Google Cloud Outage Disrupts Spotify, Snapchat, Discord
A major Google Cloud outage on Thursday caused significant disruptions across a wide range of internet services, temporarily affecting the accessibility and functionality of several popular platforms including Spotify, Snapchat, Discord, Cloudflare, and others. The outage, which began around midday U.S. time, impacted not only Google’s suite of productivity tools but also the infrastructure of multiple third-party applications that rely heavily on Google Cloud’s backend systems.
The disruption began at approximately 11:00 a.m. Pacific Time, when users started experiencing difficulties accessing various services. Downdetector, a platform that aggregates user-submitted outage reports, registered tens of thousands of complaints during the peak of the incident. In the United States alone, there were over 14,000 reports of Google Cloud service outages by 2:30 p.m. Eastern Time. Spotify, one of the most widely used music streaming platforms globally, saw approximately 46,000 outage reports during the same period. Discord, a voice, video, and text communication service, experienced nearly 11,000 reports.
These issues were not limited to isolated users. They affected entire platforms and services, some of which rely on Google Cloud infrastructure for key backend operations. Cloudflare, a major content delivery and web infrastructure provider, also reported disruptions around 11:19 a.m. Pacific Time. While its core services were not impaired, a limited number of its functionalities, which depend on Google Cloud, were impacted. Other platforms and services affected included Character.AI, a popular AI interaction tool, as well as AI development platforms like Replit and Cursor.
Despite the broad nature of the disruptions, other major cloud providers such as Amazon Web Services and Microsoft Azure reported no issues during the incident. AWS confirmed that its services were functioning normally throughout the day, and no outages were reported on Azure’s official communication channels.
As Google Cloud engineers worked to address the disruptions, mitigation efforts were initiated by early afternoon. By 2:23 p.m. Pacific Time, Google reported that it had implemented fixes and was expecting full recovery of affected services within the hour. While most of the affected platforms began returning to normal operation by late afternoon—Spotify, Discord, and Snapchat were largely accessible again by 5:00 p.m. Eastern Time—some Google Cloud services continued to face lingering issues into the evening.
As of 7:13 p.m. Eastern Time, Google acknowledged that several of its cloud components were still experiencing residual impacts. These included services such as Google Cloud Dataflow, Vertex AI Online Prediction, and Personalized Service Health. No official timeline was provided for full resolution of these remaining disruptions.
Within Google’s own suite of services, several critical tools were temporarily unavailable to users. These included Google Chat, Google Meet, Gmail, Google Calendar, Google Drive, Google Cloud Search, Google Tasks, and Google Voice. By Thursday evening, the company stated that all core services had been restored for the majority of users, although its engineering team continued to monitor and resolve residual impacts.
While Google’s public service dashboards and status updates helped to convey the progress of resolution efforts, third-party monitoring tools like Downdetector played a critical role in highlighting the extent and nature of user-reported outages in real time. However, given that Downdetector relies on crowdsourced data, the actual number of affected users may have been significantly higher than the figures reported.
The widespread nature of the outage underscores the growing dependence of consumer-facing applications and critical web infrastructure on centralized cloud providers like Google. Services that utilize managed hosting, data analytics, AI-powered operations, and real-time communications were among the hardest hit. The incident also highlights the ripple effect a single cloud provider’s disruption can have on the broader internet ecosystem.
Such outages are not uncommon in the modern digital landscape, but the scale and immediacy of the impact serve as a reminder of the vulnerabilities inherent in centralized cloud-based systems. With many major applications outsourcing core infrastructure to third-party providers, a failure in one system can cascade across dozens of unrelated services, affecting millions of users globally within minutes.
Google has announced that it will conduct an internal investigation to determine the root cause of the outage and will release a detailed incident report in due course. As cloud computing continues to underpin a significant portion of digital life, transparency and resilience from service providers will remain critical to maintaining trust and ensuring continuity.
Until all residual issues are fully addressed and the post-mortem analysis is published, the exact cause and full scope of the disruption remain partially unclear. However, the rapid response and ongoing restoration efforts suggest that most services have either fully recovered or are on track to resume normal operations shortly.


WHAT IS NEEDED
Would you write out the entries below word for word, omitting the pictures?

STUDY MATERIAL
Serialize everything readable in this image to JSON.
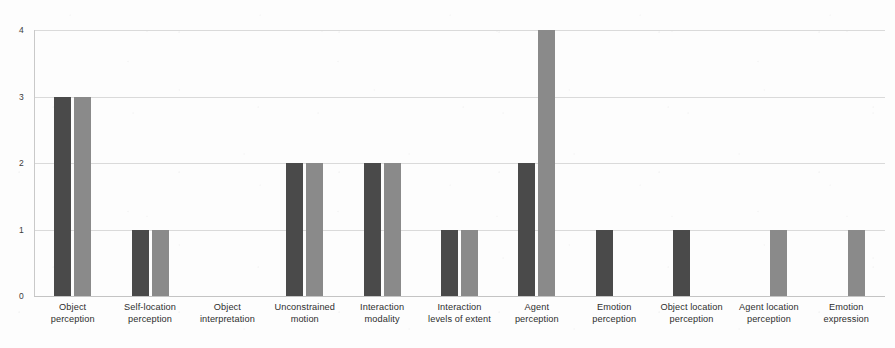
{
  "chart_data": {
    "type": "bar",
    "title": "",
    "subtitle": "",
    "xlabel": "",
    "ylabel": "",
    "ylim": [
      0,
      4
    ],
    "y_ticks": [
      "0",
      "1",
      "2",
      "3",
      "4"
    ],
    "grid": true,
    "legend": "none",
    "orientation": "vertical",
    "grouping": "grouped",
    "categories": [
      "Object perception",
      "Self-location perception",
      "Object interpretation",
      "Unconstrained motion",
      "Interaction modality",
      "Interaction levels of extent",
      "Agent perception",
      "Emotion perception",
      "Object location perception",
      "Agent location perception",
      "Emotion expression"
    ],
    "category_lines": [
      [
        "Object",
        "perception"
      ],
      [
        "Self-location",
        "perception"
      ],
      [
        "Object",
        "interpretation"
      ],
      [
        "Unconstrained",
        "motion"
      ],
      [
        "Interaction",
        "modality"
      ],
      [
        "Interaction",
        "levels of extent"
      ],
      [
        "Agent",
        "perception"
      ],
      [
        "Emotion",
        "perception"
      ],
      [
        "Object location",
        "perception"
      ],
      [
        "Agent location",
        "perception"
      ],
      [
        "Emotion",
        "expression"
      ]
    ],
    "series": [
      {
        "name": "Series 1",
        "color": "#4a4a4a",
        "values": [
          3,
          1,
          0,
          2,
          2,
          1,
          2,
          1,
          1,
          0,
          0
        ]
      },
      {
        "name": "Series 2",
        "color": "#8a8a8a",
        "values": [
          3,
          1,
          0,
          2,
          2,
          1,
          4,
          0,
          0,
          1,
          1
        ]
      }
    ],
    "colors": {
      "series_a": "#4a4a4a",
      "series_b": "#8a8a8a",
      "gridline": "#dadada",
      "axis": "#c4c4c4",
      "background": "#fdfdfd",
      "tick_text": "#3c3c3c",
      "label_text": "#2e2e2e"
    },
    "geometry": {
      "plot_left": 34,
      "plot_right": 885,
      "plot_top": 30,
      "baseline_y": 296,
      "label_top": 302,
      "bar_width": 17,
      "bar_gap": 3
    }
  }
}
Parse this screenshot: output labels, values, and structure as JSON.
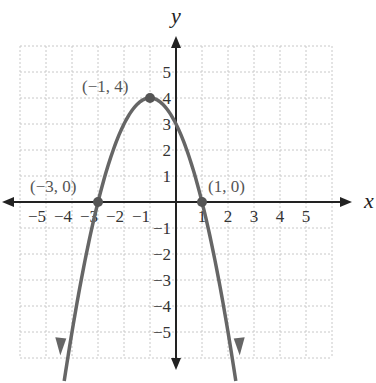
{
  "chart_data": {
    "type": "line",
    "title": "",
    "xlabel": "x",
    "ylabel": "y",
    "xlim": [
      -6,
      6
    ],
    "ylim": [
      -6,
      6
    ],
    "grid": true,
    "function": "y = -(x+1)^2 + 4",
    "x_ticks": [
      "-5",
      "-4",
      "-3",
      "-2",
      "-1",
      "1",
      "2",
      "3",
      "4",
      "5"
    ],
    "y_ticks": [
      "5",
      "4",
      "3",
      "2",
      "1",
      "-1",
      "-2",
      "-3",
      "-4",
      "-5"
    ],
    "series": [
      {
        "name": "parabola",
        "x": [
          -4.4,
          -3,
          -2,
          -1,
          0,
          1,
          2.4
        ],
        "y": [
          -7.56,
          0,
          3,
          4,
          3,
          0,
          -7.56
        ]
      }
    ],
    "points": [
      {
        "x": -1,
        "y": 4,
        "label": "(−1, 4)"
      },
      {
        "x": -3,
        "y": 0,
        "label": "(−3, 0)"
      },
      {
        "x": 1,
        "y": 0,
        "label": "(1, 0)"
      }
    ]
  },
  "labels": {
    "x_axis": "x",
    "y_axis": "y",
    "vertex": "(−1, 4)",
    "left_root": "(−3, 0)",
    "right_root": "(1, 0)"
  }
}
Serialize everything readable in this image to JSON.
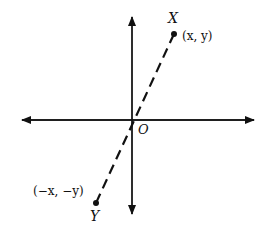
{
  "diagram": {
    "type": "coordinate-plane",
    "axes": {
      "horizontal": "double-arrow",
      "vertical": "double-arrow"
    },
    "origin_label": "O",
    "points": [
      {
        "name": "X",
        "coords_label": "(x, y)"
      },
      {
        "name": "Y",
        "coords_label": "(−x, −y)"
      }
    ],
    "segment": {
      "from": "X",
      "to": "Y",
      "style": "dashed",
      "through": "O"
    },
    "colors": {
      "ink": "#111111",
      "background": "#ffffff"
    }
  }
}
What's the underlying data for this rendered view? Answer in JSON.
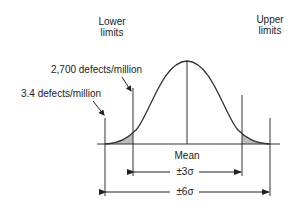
{
  "labels": {
    "lower_limits_line1": "Lower",
    "lower_limits_line2": "limits",
    "upper_limits_line1": "Upper",
    "upper_limits_line2": "limits",
    "defects_2700": "2,700 defects/million",
    "defects_3_4": "3.4 defects/million",
    "mean": "Mean",
    "three_sigma": "±3σ",
    "six_sigma": "±6σ"
  },
  "colors": {
    "line": "#333333",
    "tail_fill": "#bdbdbd",
    "background": "#ffffff"
  }
}
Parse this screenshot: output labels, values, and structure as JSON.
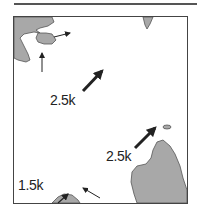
{
  "figure": {
    "colors": {
      "land": "#a8a8a8",
      "land_outline": "#555555",
      "arrow": "#222222",
      "frame": "#444444"
    },
    "labels": [
      {
        "id": "flow-center",
        "text": "2.5k"
      },
      {
        "id": "flow-right",
        "text": "2.5k"
      },
      {
        "id": "flow-bottom-left",
        "text": "1.5k"
      }
    ],
    "arrows": [
      {
        "id": "arrow-top-left-east",
        "weight": "thin"
      },
      {
        "id": "arrow-top-left-north",
        "weight": "thin"
      },
      {
        "id": "arrow-center-northeast",
        "weight": "thick"
      },
      {
        "id": "arrow-right-northeast",
        "weight": "thick"
      },
      {
        "id": "arrow-bottom-northwest",
        "weight": "thin"
      },
      {
        "id": "arrow-bottom-island-north",
        "weight": "thin"
      }
    ]
  }
}
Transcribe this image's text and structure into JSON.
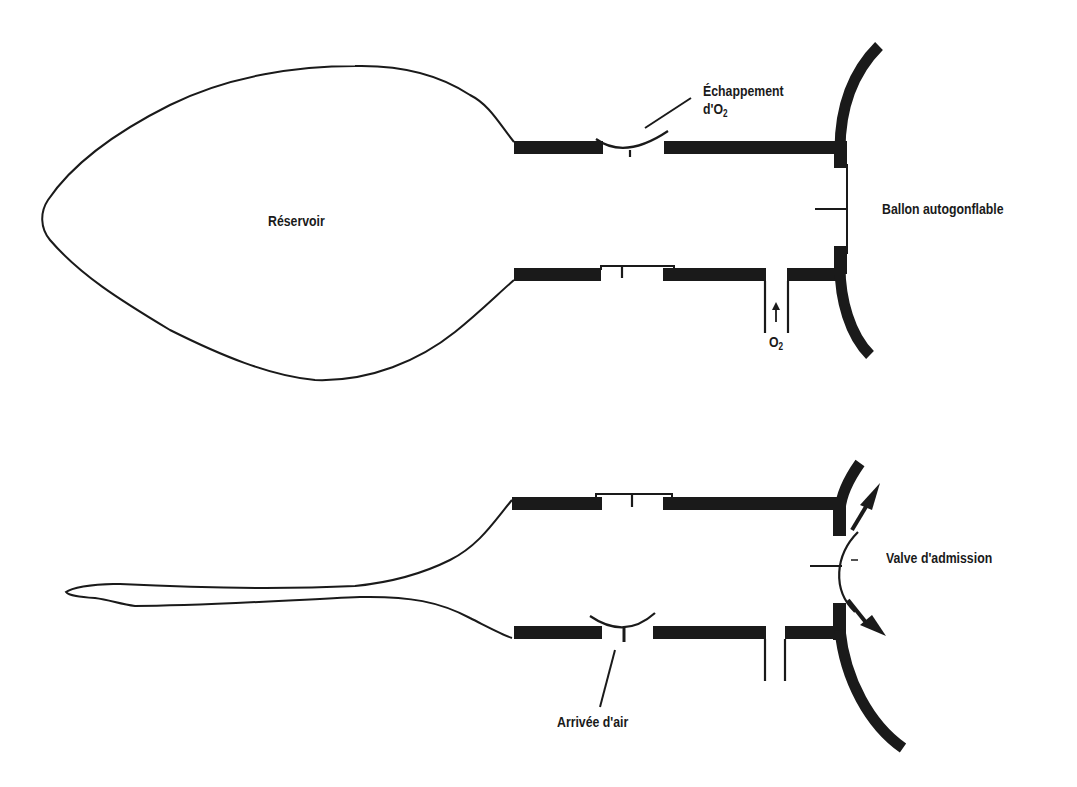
{
  "diagram": {
    "type": "bag-valve-mask with reservoir (two states)",
    "ink_color": "#1a1a1a",
    "background": "#ffffff",
    "top_panel": {
      "state": "reservoir filled",
      "labels": {
        "reservoir": "Réservoir",
        "oxygen_exhaust_line1": "Échappement",
        "oxygen_exhaust_line2_prefix": "d'O",
        "oxygen_exhaust_sub": "2",
        "self_inflating_bag": "Ballon autogonflable",
        "oxygen_inlet_prefix": "O",
        "oxygen_inlet_sub": "2"
      }
    },
    "bottom_panel": {
      "state": "reservoir collapsed",
      "labels": {
        "intake_valve": "Valve d'admission",
        "air_inlet": "Arrivée d'air"
      }
    }
  }
}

PROBLEM SOLUTION
Serialize everything readable in this image to JSON.
{
  "chart_data": {
    "type": "bar",
    "title": "",
    "subtitle": "",
    "xlabel": "",
    "ylabel": "",
    "ylim": [
      0,
      4
    ],
    "y_ticks": [
      "0",
      "1",
      "2",
      "3",
      "4"
    ],
    "grid": true,
    "legend": "none",
    "orientation": "vertical",
    "grouping": "grouped",
    "categories": [
      "Object perception",
      "Self-location perception",
      "Object interpretation",
      "Unconstrained motion",
      "Interaction modality",
      "Interaction levels of extent",
      "Agent perception",
      "Emotion perception",
      "Object location perception",
      "Agent location perception",
      "Emotion expression"
    ],
    "category_lines": [
      [
        "Object",
        "perception"
      ],
      [
        "Self-location",
        "perception"
      ],
      [
        "Object",
        "interpretation"
      ],
      [
        "Unconstrained",
        "motion"
      ],
      [
        "Interaction",
        "modality"
      ],
      [
        "Interaction",
        "levels of extent"
      ],
      [
        "Agent",
        "perception"
      ],
      [
        "Emotion",
        "perception"
      ],
      [
        "Object location",
        "perception"
      ],
      [
        "Agent location",
        "perception"
      ],
      [
        "Emotion",
        "expression"
      ]
    ],
    "series": [
      {
        "name": "Series 1",
        "color": "#4a4a4a",
        "values": [
          3,
          1,
          0,
          2,
          2,
          1,
          2,
          1,
          1,
          0,
          0
        ]
      },
      {
        "name": "Series 2",
        "color": "#8a8a8a",
        "values": [
          3,
          1,
          0,
          2,
          2,
          1,
          4,
          0,
          0,
          1,
          1
        ]
      }
    ],
    "colors": {
      "series_a": "#4a4a4a",
      "series_b": "#8a8a8a",
      "gridline": "#dadada",
      "axis": "#c4c4c4",
      "background": "#fdfdfd",
      "tick_text": "#3c3c3c",
      "label_text": "#2e2e2e"
    },
    "geometry": {
      "plot_left": 34,
      "plot_right": 885,
      "plot_top": 30,
      "baseline_y": 296,
      "label_top": 302,
      "bar_width": 17,
      "bar_gap": 3
    }
  }
}
Parse this screenshot: output labels, values, and structure as JSON.
{
  "chart_data": {
    "type": "line",
    "title": "",
    "xlabel": "x",
    "ylabel": "y",
    "xlim": [
      -6,
      6
    ],
    "ylim": [
      -6,
      6
    ],
    "grid": true,
    "function": "y = -(x+1)^2 + 4",
    "x_ticks": [
      "-5",
      "-4",
      "-3",
      "-2",
      "-1",
      "1",
      "2",
      "3",
      "4",
      "5"
    ],
    "y_ticks": [
      "5",
      "4",
      "3",
      "2",
      "1",
      "-1",
      "-2",
      "-3",
      "-4",
      "-5"
    ],
    "series": [
      {
        "name": "parabola",
        "x": [
          -4.4,
          -3,
          -2,
          -1,
          0,
          1,
          2.4
        ],
        "y": [
          -7.56,
          0,
          3,
          4,
          3,
          0,
          -7.56
        ]
      }
    ],
    "points": [
      {
        "x": -1,
        "y": 4,
        "label": "(−1, 4)"
      },
      {
        "x": -3,
        "y": 0,
        "label": "(−3, 0)"
      },
      {
        "x": 1,
        "y": 0,
        "label": "(1, 0)"
      }
    ]
  },
  "labels": {
    "x_axis": "x",
    "y_axis": "y",
    "vertex": "(−1, 4)",
    "left_root": "(−3, 0)",
    "right_root": "(1, 0)"
  }
}
Serialize everything readable in this image to JSON.
{
  "diagram": {
    "type": "coordinate-plane",
    "axes": {
      "horizontal": "double-arrow",
      "vertical": "double-arrow"
    },
    "origin_label": "O",
    "points": [
      {
        "name": "X",
        "coords_label": "(x, y)"
      },
      {
        "name": "Y",
        "coords_label": "(−x, −y)"
      }
    ],
    "segment": {
      "from": "X",
      "to": "Y",
      "style": "dashed",
      "through": "O"
    },
    "colors": {
      "ink": "#111111",
      "background": "#ffffff"
    }
  }
}
What's the underlying data for this rendered view? Answer in JSON.
{
  "labels": {
    "lower_limits_line1": "Lower",
    "lower_limits_line2": "limits",
    "upper_limits_line1": "Upper",
    "upper_limits_line2": "limits",
    "defects_2700": "2,700 defects/million",
    "defects_3_4": "3.4 defects/million",
    "mean": "Mean",
    "three_sigma": "±3σ",
    "six_sigma": "±6σ"
  },
  "colors": {
    "line": "#333333",
    "tail_fill": "#bdbdbd",
    "background": "#ffffff"
  }
}
Parse this screenshot: output labels, values, and structure as JSON.
{
  "figure": {
    "colors": {
      "land": "#a8a8a8",
      "land_outline": "#555555",
      "arrow": "#222222",
      "frame": "#444444"
    },
    "labels": [
      {
        "id": "flow-center",
        "text": "2.5k"
      },
      {
        "id": "flow-right",
        "text": "2.5k"
      },
      {
        "id": "flow-bottom-left",
        "text": "1.5k"
      }
    ],
    "arrows": [
      {
        "id": "arrow-top-left-east",
        "weight": "thin"
      },
      {
        "id": "arrow-top-left-north",
        "weight": "thin"
      },
      {
        "id": "arrow-center-northeast",
        "weight": "thick"
      },
      {
        "id": "arrow-right-northeast",
        "weight": "thick"
      },
      {
        "id": "arrow-bottom-northwest",
        "weight": "thin"
      },
      {
        "id": "arrow-bottom-island-north",
        "weight": "thin"
      }
    ]
  }
}
Transcribe this image's text and structure into JSON.
{
  "diagram": {
    "type": "bag-valve-mask with reservoir (two states)",
    "ink_color": "#1a1a1a",
    "background": "#ffffff",
    "top_panel": {
      "state": "reservoir filled",
      "labels": {
        "reservoir": "Réservoir",
        "oxygen_exhaust_line1": "Échappement",
        "oxygen_exhaust_line2_prefix": "d'O",
        "oxygen_exhaust_sub": "2",
        "self_inflating_bag": "Ballon autogonflable",
        "oxygen_inlet_prefix": "O",
        "oxygen_inlet_sub": "2"
      }
    },
    "bottom_panel": {
      "state": "reservoir collapsed",
      "labels": {
        "intake_valve": "Valve d'admission",
        "air_inlet": "Arrivée d'air"
      }
    }
  }
}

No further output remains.